I’ve never been a big fan of human statues. They make a spectacle of themselves and everyone else who happens to come into their orbit. The human statue doesn’t just try to charm you into her silent, frozen circle; she obliges you to deal with the invitation. That’s why I avoid human statues as assiduously as I avoid mimes (who doesn’t find mimes annoying?) and balloon-tying clowns: I make a detour around them all.
Amanda Palmer used to be a human statue, and she opens her much-hyped TED talk on “The Art of Asking” with a story about how she used to work sidewalk crowds. To demonstrate, she stands on an overturned milk crate (clever props and staging are quickly becoming an essential element of TED talks, as noted in this brilliant infographic); she asks us to believe that everything she learned about asking “on the street” accounts for her success as a musician cum crowdsourcing entrepreneur.
In case you haven’t yet heard, Palmer recently raised 1.2 million dollars on Kickstarter for a music project, an achievement her TED audience could not help but wildly applaud and greet with gasps of admiration. For Palmer, fundraising on Kickstarter is simply an extension of what she did when she worked crowds as a human statue or in the period after that when she toured with her band. She made “an art out of asking people to help us and join us”; asking was her MO, how she got around: couch-surfing, getting musicians to play with her, finding venues – simply by asking. Asking, she came to understand, “makes you vulnerable”; but it can also pay off with favors, places to stay, new collaborators, and something less tangible – new relationships and enduring connections: “in the very act of asking people,” Palmer says, “I connected to them.”
If you wonder why that needs saying, then you don’t appreciate the magical hold the word “connect” seems to have on TED audiences: they’ve invested it with emotion because, I suppose, it’s about the internet and the children and all that stuff. Still, Palmer’s point is valid: working the streets, traveling about as a musician, she learned that asking can create new relationships, or that asking puts the asker and the person asked, the petitioner and the respondent, in new relationship with one another. Like all speech acts, asking establishes and coordinates human relationships as well as human actions; the real question is what is special and distinctive about what gets established and what how things get coordinated when one person asks another.
One answer lies, in part, in what Palmer has to say about vulnerability and making others visible, seeing each other, and all that could serve as an interesting starting point for a conversation about the ethics of asking. On the other hand, what Palmer actually has to say about the music industry – the part of her talk that apparently has everyone’s heart aflutter – is hardly new: the old model of making people pay for music doesn’t work, or won’t work much longer; instead, Palmer suggests, “let” people pay. “I think people have been obsessed with the wrong question, which is, ‘How do we make people pay for music?’ What if we started asking, ‘How do we let people pay for music?’” To her credit, Palmer has already admitted that this is an oversimplification, but in her clever and very TED-like “what if?”, there’s a business scenario the music industry might consider, or at least try to consider, after they run the numbers and consult with the Office of the General Counsel.
In other words, the real insight here, the thing to appreciate in Palmer’s talk, doesn’t have much to do with revenue models or licensing or selling. It’s much more basic than all that. Palmer’s distinction of making from letting and forcing from asking tells me that she’s keyed into the simple fact that asking – genuinely asking — involves the exercise of non-coercive power.
But there’s the rub. The trouble is that when you make an “art” of asking, as Amanda Palmer has, you start to coerce. You start to weave an illusion. You turn a non-coercive relationship into a spectacle. I’m not denying that there is a theatrical or performative aspect to all speech acts, or even to the simplest conversation between two human beings, or that sometimes we ask in order to persuade. Let’s put those questions aside for the moment. At present, I simply want to suggest that talking about asking as an “art” misses the mark, or at least that in resisting that notion, we can learn more about how asking works, or really could work, if given a chance. We can learn something about the ethics of asking and the way non-coercive power works.

Palmer has made asking into theater, part of an ongoing performance.
For her part, Palmer has made asking into theater, part of an ongoing performance, a traveling circus in which her fans and admirers can participate. In treating asking as an art, as performance, as an extension of her act as a human statue, Palmer may not really be asking at all: she’s trying to charm, and she’s apparently very good at that. The trouble with relying on charm is that — eventually — the spell will be broken. This is one reason why, I think, some musicians were so miffed when Amanda Palmer kept asking for freebies and favors even after she’d raised over a million dollars.
Sounds like a case of smart re-branding to me – passing the hat being used as the artistic part of the performance.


▸ Exercise requirements
Read the lines below, and copy any that contain the string "standard".

(Dataset excerpts)

.....

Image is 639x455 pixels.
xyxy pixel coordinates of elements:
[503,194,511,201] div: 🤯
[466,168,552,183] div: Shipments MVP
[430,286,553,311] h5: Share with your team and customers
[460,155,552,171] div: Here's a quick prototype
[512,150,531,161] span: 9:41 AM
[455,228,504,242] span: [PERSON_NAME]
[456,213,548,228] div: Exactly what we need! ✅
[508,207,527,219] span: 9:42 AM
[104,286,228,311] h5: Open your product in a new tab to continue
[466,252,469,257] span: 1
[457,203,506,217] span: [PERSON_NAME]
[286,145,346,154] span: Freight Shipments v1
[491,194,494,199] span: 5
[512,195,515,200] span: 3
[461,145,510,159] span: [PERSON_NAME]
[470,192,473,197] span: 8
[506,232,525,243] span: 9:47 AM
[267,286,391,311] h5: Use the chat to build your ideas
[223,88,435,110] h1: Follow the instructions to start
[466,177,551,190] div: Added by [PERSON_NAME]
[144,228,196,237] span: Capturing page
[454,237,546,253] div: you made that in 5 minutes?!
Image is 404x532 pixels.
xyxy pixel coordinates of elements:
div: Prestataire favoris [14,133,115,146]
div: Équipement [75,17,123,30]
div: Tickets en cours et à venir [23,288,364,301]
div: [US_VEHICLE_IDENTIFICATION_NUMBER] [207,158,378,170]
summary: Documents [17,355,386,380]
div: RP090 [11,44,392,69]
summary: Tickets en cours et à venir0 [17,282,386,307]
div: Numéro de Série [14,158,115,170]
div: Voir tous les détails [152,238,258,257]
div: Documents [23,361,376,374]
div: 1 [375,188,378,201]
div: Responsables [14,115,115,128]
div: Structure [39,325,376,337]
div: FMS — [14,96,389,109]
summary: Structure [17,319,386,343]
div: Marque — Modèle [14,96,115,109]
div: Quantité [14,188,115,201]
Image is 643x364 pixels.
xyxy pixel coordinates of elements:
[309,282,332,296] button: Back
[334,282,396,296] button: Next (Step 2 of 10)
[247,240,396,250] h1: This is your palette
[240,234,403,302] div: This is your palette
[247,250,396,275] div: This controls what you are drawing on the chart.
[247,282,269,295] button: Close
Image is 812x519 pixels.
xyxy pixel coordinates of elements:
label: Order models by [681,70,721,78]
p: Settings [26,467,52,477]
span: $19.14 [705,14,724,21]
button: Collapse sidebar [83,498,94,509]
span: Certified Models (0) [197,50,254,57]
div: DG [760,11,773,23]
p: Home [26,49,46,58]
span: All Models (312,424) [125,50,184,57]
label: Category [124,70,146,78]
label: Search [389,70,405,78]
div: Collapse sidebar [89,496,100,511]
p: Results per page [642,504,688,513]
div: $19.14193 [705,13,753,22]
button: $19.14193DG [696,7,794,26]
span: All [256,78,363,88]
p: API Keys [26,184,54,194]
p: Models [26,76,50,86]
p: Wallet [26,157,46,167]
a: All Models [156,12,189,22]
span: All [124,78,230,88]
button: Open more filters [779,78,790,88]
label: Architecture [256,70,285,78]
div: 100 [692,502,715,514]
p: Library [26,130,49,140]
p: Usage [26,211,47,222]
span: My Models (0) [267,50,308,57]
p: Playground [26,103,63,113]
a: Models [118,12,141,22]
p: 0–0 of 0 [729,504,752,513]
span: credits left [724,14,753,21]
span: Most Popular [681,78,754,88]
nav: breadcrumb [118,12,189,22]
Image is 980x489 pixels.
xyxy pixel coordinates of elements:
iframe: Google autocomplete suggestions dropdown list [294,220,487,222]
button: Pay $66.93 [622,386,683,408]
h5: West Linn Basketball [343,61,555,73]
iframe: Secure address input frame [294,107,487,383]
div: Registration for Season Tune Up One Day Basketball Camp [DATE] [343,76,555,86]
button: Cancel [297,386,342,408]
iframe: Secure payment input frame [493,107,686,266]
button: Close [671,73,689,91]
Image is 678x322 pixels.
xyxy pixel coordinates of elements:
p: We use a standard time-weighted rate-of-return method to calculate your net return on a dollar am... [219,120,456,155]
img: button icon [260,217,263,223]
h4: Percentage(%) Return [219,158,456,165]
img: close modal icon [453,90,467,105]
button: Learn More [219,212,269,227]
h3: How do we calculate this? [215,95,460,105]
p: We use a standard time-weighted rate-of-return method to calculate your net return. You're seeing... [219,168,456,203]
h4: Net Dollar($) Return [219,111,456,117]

.....

▸ Written reply
p: We use a standard time-weighted rate-of-return method to calculate your net return on a dollar am... [219,120,456,155]
p: We use a standard time-weighted rate-of-return method to calculate your net return. You're seeing... [219,168,456,203]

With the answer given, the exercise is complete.